Angelina Jolie admits she never wanted to be a mother

Aside from having a successful career, striking good looks and a passion for giving back, if asked to describe Angelina Jolie in another way, we'd definitely call her a loving mother.

However, that wasn't always a title the actress wanted for herself.

Speaking with the Associated Press (via CTV News) while filming her upcoming movie First They Killed my Father in Cambodia, Jolie admitted she never actually had the desire to be a mother.

"It's strange, I never wanted to have a baby. I never wanted to be pregnant. I never babysat. I never thought of myself as a mother," the now mother-of-six revealed.

It was while playing with children at a Cambodian school during an early trip as goodwill ambassador for the U.N. that everything changed for her: "It was suddenly very clear to me that my son was in the country, somewhere."

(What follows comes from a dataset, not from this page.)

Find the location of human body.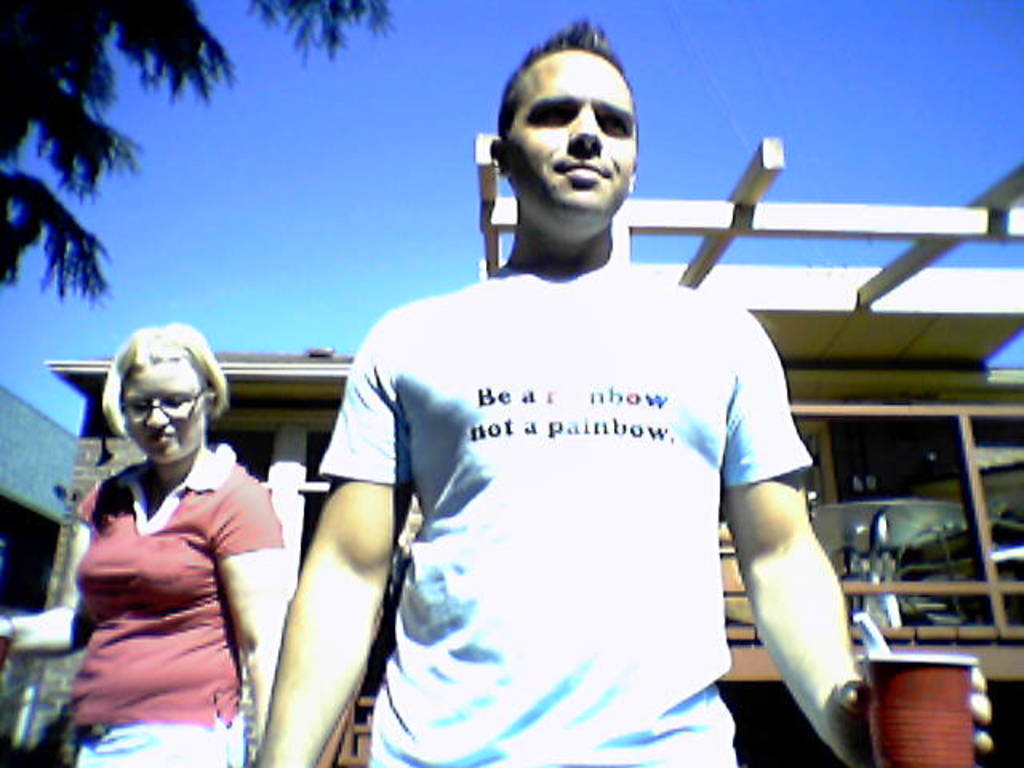
Location: left=32, top=310, right=277, bottom=758.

She ended up adopting Maddox, 14, in 2002 and a year later opened a foundation in his name in the Battambang province, which helps fund health care, education and conservation projects in rural Cambodia.

Maddox is now helping her on what she's deemed the "most important" film of her career, working behind the scenes of First They Killed my Father—an adaptation of the Khmer Rouge memoir written by survivor Loung Ung that recounts the 1970s Cambodian genocide from a child's perspective.

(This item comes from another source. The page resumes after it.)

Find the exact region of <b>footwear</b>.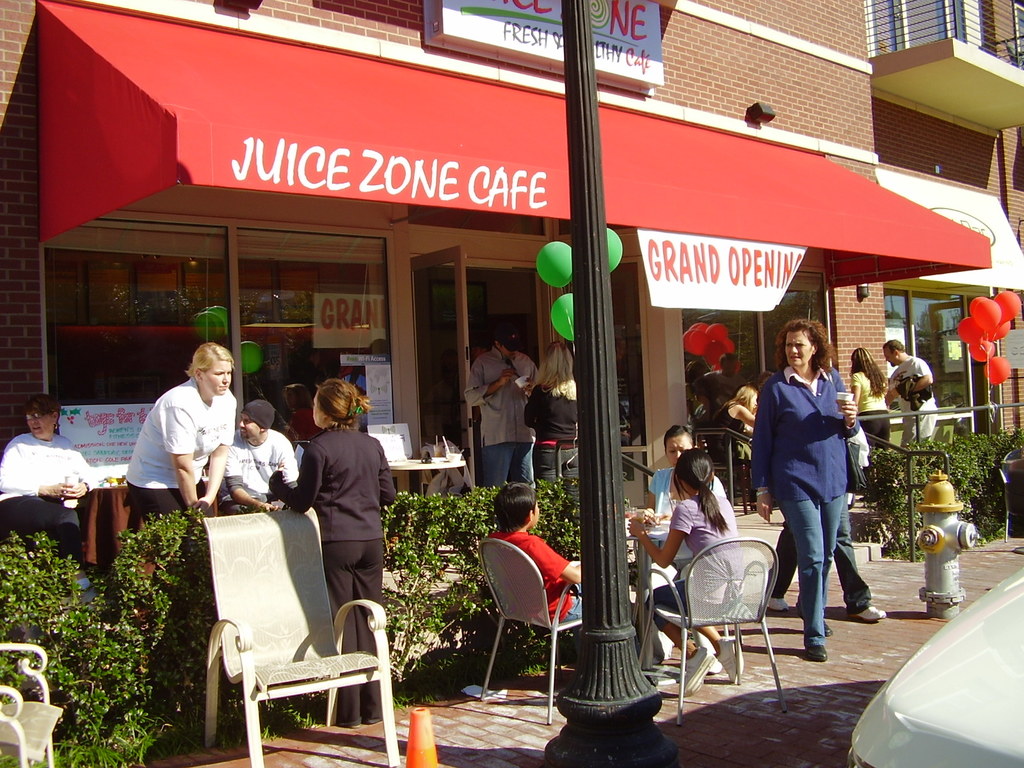
Exact region: locate(1011, 545, 1023, 554).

Jolie said she was struck by the graciousness and warmth of the Cambodian people (despite everything they had faced in their tumultuous past) during her visit while filming Lara Croft: Tomb Raider.

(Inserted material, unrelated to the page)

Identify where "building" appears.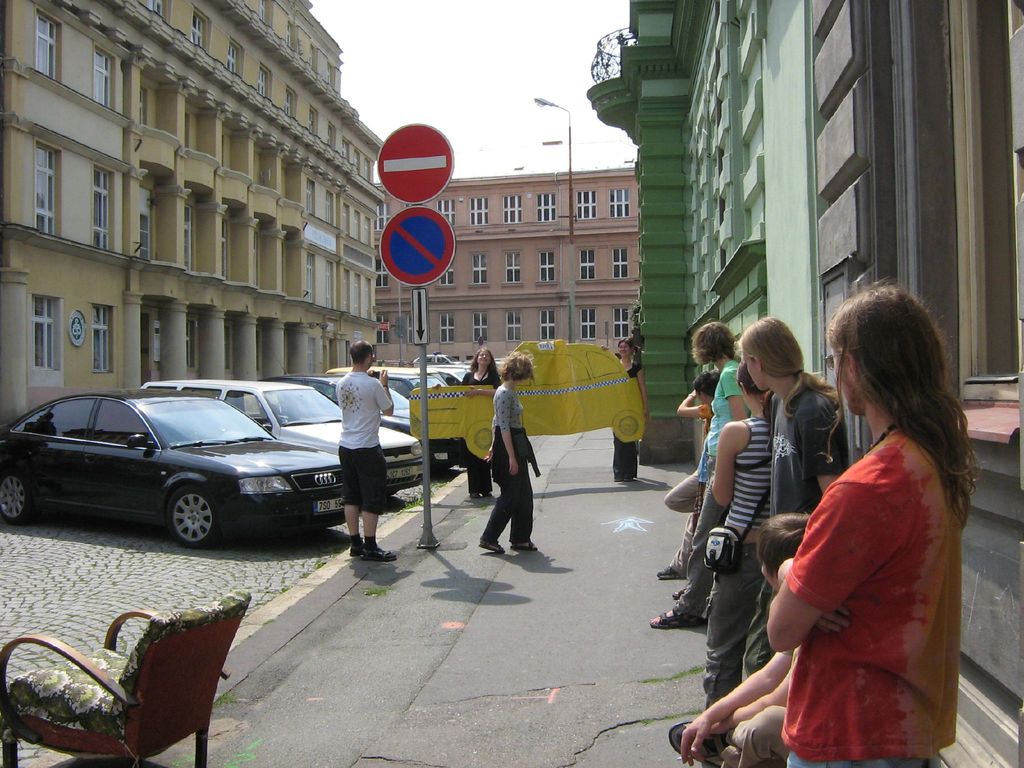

"When I first came to Cambodia, it changed me. It changed my perspective," she recalled. "I realized there was so much about history that I had not been taught in school, and so much about life that I needed to understand, and I was very humbled by it."

Now, she believes her work on the film is bringing together her various worlds: the film industry, her family and her humanitarian interests.

She explained, "For me, this is the moment, where finally my life is kind of in line, and I feel I'm finally where I should be."